The Name Is Not the Method

You do not need to be a Montessori expert to evaluate a nursery. You need to spend time in the room, watch the children, watch the teachers, and ask a few specific questions. The environment speaks clearly to anyone who knows what they are looking for. A calm, ordered room where children are absorbed in self-chosen work tells you everything. A chaotic room with a sign on the door that says “Montessori” tells you something else entirely.
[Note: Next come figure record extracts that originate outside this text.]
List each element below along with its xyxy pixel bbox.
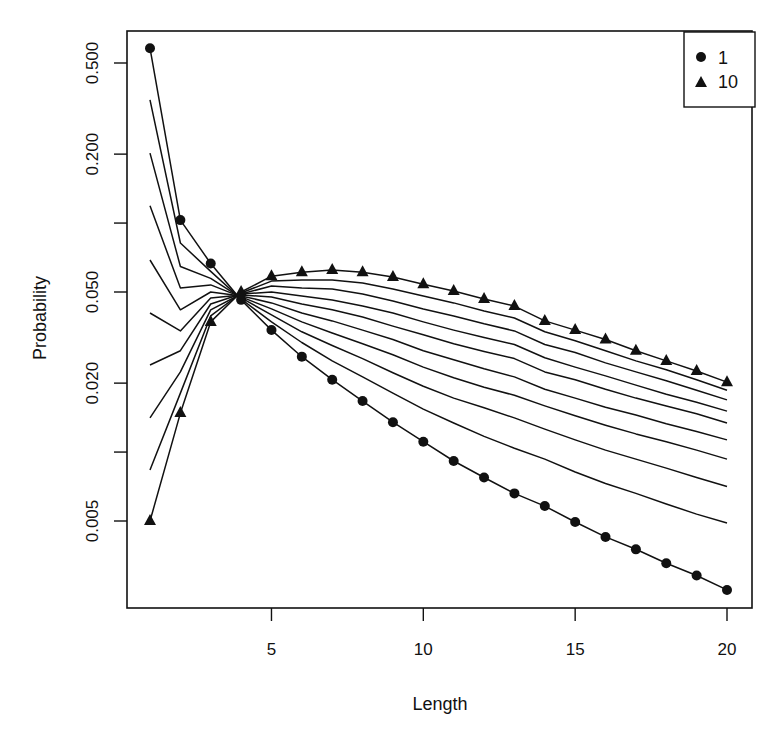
circle-marker-icon xyxy=(479,473,489,483)
legend-label-10: 10 xyxy=(718,72,738,92)
legend-box xyxy=(684,32,755,107)
circle-marker-icon xyxy=(175,215,185,225)
x-axis-label: Length xyxy=(412,694,467,714)
circle-marker-icon xyxy=(540,501,550,511)
circle-marker-icon xyxy=(449,456,459,466)
series-markers xyxy=(144,43,733,595)
series-1-line xyxy=(150,48,727,590)
circle-marker-icon xyxy=(297,352,307,362)
circle-marker-icon xyxy=(661,558,671,568)
triangle-marker-icon xyxy=(205,315,217,326)
triangle-marker-icon xyxy=(174,406,186,417)
circle-marker-icon xyxy=(145,43,155,53)
x-tick-label: 5 xyxy=(267,640,276,659)
circle-marker-icon xyxy=(418,437,428,447)
x-tick-label: 20 xyxy=(718,640,737,659)
legend: 1 10 xyxy=(684,32,755,107)
circle-marker-icon xyxy=(722,585,732,595)
triangle-marker-icon xyxy=(265,269,277,280)
circle-marker-icon xyxy=(692,571,702,581)
y-tick-label: 0.200 xyxy=(83,133,102,176)
triangle-marker-icon xyxy=(296,265,308,276)
x-tick-label: 10 xyxy=(414,640,433,659)
circle-marker-icon xyxy=(206,258,216,268)
circle-marker-icon xyxy=(358,396,368,406)
triangle-marker-icon xyxy=(144,514,156,525)
series-2-line xyxy=(150,100,727,523)
triangle-marker-icon xyxy=(326,263,338,274)
series-4-line xyxy=(150,206,727,459)
circle-marker-icon xyxy=(509,488,519,498)
circle-marker-icon xyxy=(570,517,580,527)
circle-marker-icon xyxy=(236,295,246,305)
y-tick-label: 0.500 xyxy=(83,42,102,85)
triangle-marker-icon xyxy=(357,265,369,276)
triangle-marker-icon xyxy=(387,270,399,281)
y-tick-label: 0.020 xyxy=(83,362,102,405)
series-lines xyxy=(150,48,727,590)
y-axis: 0.5000.2000.0500.0200.005 xyxy=(83,42,127,543)
series-6-line xyxy=(150,295,727,423)
legend-label-1: 1 xyxy=(718,48,728,68)
series-3-line xyxy=(150,153,727,486)
y-axis-label: Probability xyxy=(30,276,50,360)
circle-marker-icon xyxy=(696,52,706,62)
circle-marker-icon xyxy=(266,325,276,335)
probability-vs-length-chart: 0.5000.2000.0500.0200.005 5101520 Length… xyxy=(0,0,778,739)
circle-marker-icon xyxy=(327,375,337,385)
circle-marker-icon xyxy=(388,417,398,427)
circle-marker-icon xyxy=(601,532,611,542)
y-tick-label: 0.005 xyxy=(83,500,102,543)
y-tick-label: 0.050 xyxy=(83,271,102,314)
series-9-line xyxy=(150,280,727,470)
circle-marker-icon xyxy=(631,544,641,554)
x-tick-label: 15 xyxy=(566,640,585,659)
plot-frame xyxy=(127,31,752,608)
x-axis: 5101520 xyxy=(267,608,737,659)
series-10-line xyxy=(150,270,727,521)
Trust your instincts. Trust your observations. And prioritise the time to visit, ideally during the work period, not just during pickup or circle time.

Continue reading

Home setup
The Montessori Baby Room
Four-zone setup. Sleeping, movement, feeding, and physical care. From birth to 12 months.

Read the guide →

At home
Montessori Toy Rotation
How many toys on the shelf, the 5 behavioral signals, and storage that works in real life.

Read the guide →

Scientific References

Randolph, J.J. et al. (2023). Montessori education’s impact on academic and nonacademic outcomes: A systematic review. Campbell Systematic Reviews, 19(3), e1330.

DOI10.1002/cl2.1330

Lillard, A.S. et al. (2017). Montessori preschool elevates and equalizes child outcomes: A longitudinal study. Frontiers in Psychology, 8, 1783.